By Lauren Tara LaCapra
(Reuters) - Goldman Sachs Group Inc's quarterly profit fell 12 percent as investment income plunged, reflecting the pressure the bank faces as demand for its services remains tepid and markets fluctuate wildly.
Goldman was long praised by investors for making savvy bets on markets, and last decade it earned billions of dollars from these trades. But in the second quarter it lost $194 million on its investment in Industrial and Commercial Bank of China Ltd (ICBC) and $112 million on its investment in other stocks.
Revenue for its investing and lending group fell 81 percent overall. The bank has already scaled back its risk-taking, even before new regulations take effect limiting bets with its own money, and in the current market Goldman has grown even more conservative. It announced a new round of cost-cutting, and its shares fell 0.4 percent.
With all this pressure, the bank posted a return on equity - a measure of how effective Goldman is at wringing profit from its balance sheet - of just 5.4 percent for the second quarter. Before the financial crisis, it was routinely above 30 percent.
"We are not going to have an acceptable return on equity in this environment," Goldman's chief financial officer, David Viniar, said on a conference call with investors.
The current economy - with Europe embroiled in a debt crisis, growth slowing in China, and the United States economy limping along - has pushed Goldman to look at more conservative ways to earn money, such as gathering more deposits and making more loans. This traditional commercial banking business would have been anathema to Goldman before the crisis.
A report in The Wall Street Journal said Goldman is building it private bank, and hopes to grow its loan portfolio from $12 billion to $100 billion.
INVESTMENT BANKING REVENUE DOWN
The bank is betting less of its own money in markets, and many customers are wary, too. Fewer companies were buying rivals or selling themselves, and some were reluctant to issue stock, pushing Goldman's overall investment banking revenue down 17 percent in the latest quarter. Equities trading revenue, including commissions, fees, and other services, fell 12 percent.
Bright spots in the results included a 37 percent increase in fixed income, currency and commodity trading revenue, and a rise in the investment banking backlog from the first quarter, suggesting that underwriting and merger advisory revenue may soon climb.
Even with these gains, overall net revenue fell 9 percent. Goldman reduced operating expenses by 8 percent, and cut staffing levels by 100 employees, bringing its headcount to 32,300. The bank has cut staff in five of the past six quarters, with staff down 10 percent since the end of 2010.
Goldman plans to reduce annual costs by another $500 million, in addition to its previously planned $1.4 billion of annual expense reductions.
Overall, Goldman earned $927 million, or $1.78 per share, in the second quarter, down 12 percent from $1.052 billion, or $1.85 per share, a year earlier. Revenue fell to $6.63 billion from $7.28 billion.
Analysts' average earnings forecast was $1.16 per share, according to Thomson Reuters I/B/E/S.
Goldman's earnings per share easily beat Wall Street expectations in part because the bank spent $1.5 billion buying back 14.3 million of its shares during the quarter.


● Work instruction: Return, from the material below, each line in which the word "Forces" is present.

● Data to examine:
┄┄┄┄┄┄┄┄┄┄┄┄┄┄┄┄┄┄┄┄

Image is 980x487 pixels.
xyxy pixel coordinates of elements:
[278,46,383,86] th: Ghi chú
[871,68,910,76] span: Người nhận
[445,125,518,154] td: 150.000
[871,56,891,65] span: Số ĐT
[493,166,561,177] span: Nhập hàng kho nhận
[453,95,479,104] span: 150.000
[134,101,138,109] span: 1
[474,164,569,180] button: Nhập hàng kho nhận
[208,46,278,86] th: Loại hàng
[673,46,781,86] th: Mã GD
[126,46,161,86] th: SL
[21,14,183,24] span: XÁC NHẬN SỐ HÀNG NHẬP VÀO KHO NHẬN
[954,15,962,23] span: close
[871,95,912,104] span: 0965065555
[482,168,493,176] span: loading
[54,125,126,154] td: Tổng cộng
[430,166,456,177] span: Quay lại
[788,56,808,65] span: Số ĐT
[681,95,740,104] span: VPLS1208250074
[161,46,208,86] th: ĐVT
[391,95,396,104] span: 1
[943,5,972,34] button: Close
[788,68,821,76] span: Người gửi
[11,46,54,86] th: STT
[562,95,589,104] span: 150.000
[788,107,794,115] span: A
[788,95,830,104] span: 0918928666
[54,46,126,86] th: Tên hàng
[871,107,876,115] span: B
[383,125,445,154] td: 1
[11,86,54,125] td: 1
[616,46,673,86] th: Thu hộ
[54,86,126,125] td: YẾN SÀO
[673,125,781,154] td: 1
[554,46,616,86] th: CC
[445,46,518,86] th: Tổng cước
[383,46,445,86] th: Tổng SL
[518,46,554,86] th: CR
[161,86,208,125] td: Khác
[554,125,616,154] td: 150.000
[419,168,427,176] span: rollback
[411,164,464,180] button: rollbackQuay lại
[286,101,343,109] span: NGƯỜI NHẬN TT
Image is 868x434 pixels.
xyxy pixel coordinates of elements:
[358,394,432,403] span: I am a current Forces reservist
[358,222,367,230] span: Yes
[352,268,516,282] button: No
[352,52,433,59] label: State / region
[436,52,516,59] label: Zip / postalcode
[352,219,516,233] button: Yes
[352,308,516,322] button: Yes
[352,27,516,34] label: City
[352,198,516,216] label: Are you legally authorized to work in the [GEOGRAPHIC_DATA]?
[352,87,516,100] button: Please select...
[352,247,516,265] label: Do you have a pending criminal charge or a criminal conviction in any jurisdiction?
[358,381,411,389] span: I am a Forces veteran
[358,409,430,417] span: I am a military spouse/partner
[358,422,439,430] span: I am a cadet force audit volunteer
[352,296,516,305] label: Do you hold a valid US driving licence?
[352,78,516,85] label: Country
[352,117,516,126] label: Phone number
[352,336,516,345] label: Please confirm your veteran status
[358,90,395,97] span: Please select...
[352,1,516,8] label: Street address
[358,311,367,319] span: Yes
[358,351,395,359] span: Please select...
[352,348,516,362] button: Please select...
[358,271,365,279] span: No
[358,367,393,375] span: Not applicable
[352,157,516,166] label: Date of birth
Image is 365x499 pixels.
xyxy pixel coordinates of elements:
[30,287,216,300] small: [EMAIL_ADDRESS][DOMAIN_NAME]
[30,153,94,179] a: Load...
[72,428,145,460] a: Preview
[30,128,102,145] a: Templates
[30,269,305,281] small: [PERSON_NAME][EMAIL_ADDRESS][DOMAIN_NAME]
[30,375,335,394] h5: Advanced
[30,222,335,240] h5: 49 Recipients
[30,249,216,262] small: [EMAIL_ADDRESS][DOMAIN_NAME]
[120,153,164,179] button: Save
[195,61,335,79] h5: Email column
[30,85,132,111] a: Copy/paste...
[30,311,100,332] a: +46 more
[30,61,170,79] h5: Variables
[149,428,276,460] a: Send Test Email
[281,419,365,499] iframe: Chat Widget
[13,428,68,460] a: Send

┄┄┄┄┄┄┄┄┄┄┄┄┄┄┄┄┄┄┄┄

● Response area:
[358,394,432,403] span: I am a current Forces reservist
[358,381,411,389] span: I am a Forces veteran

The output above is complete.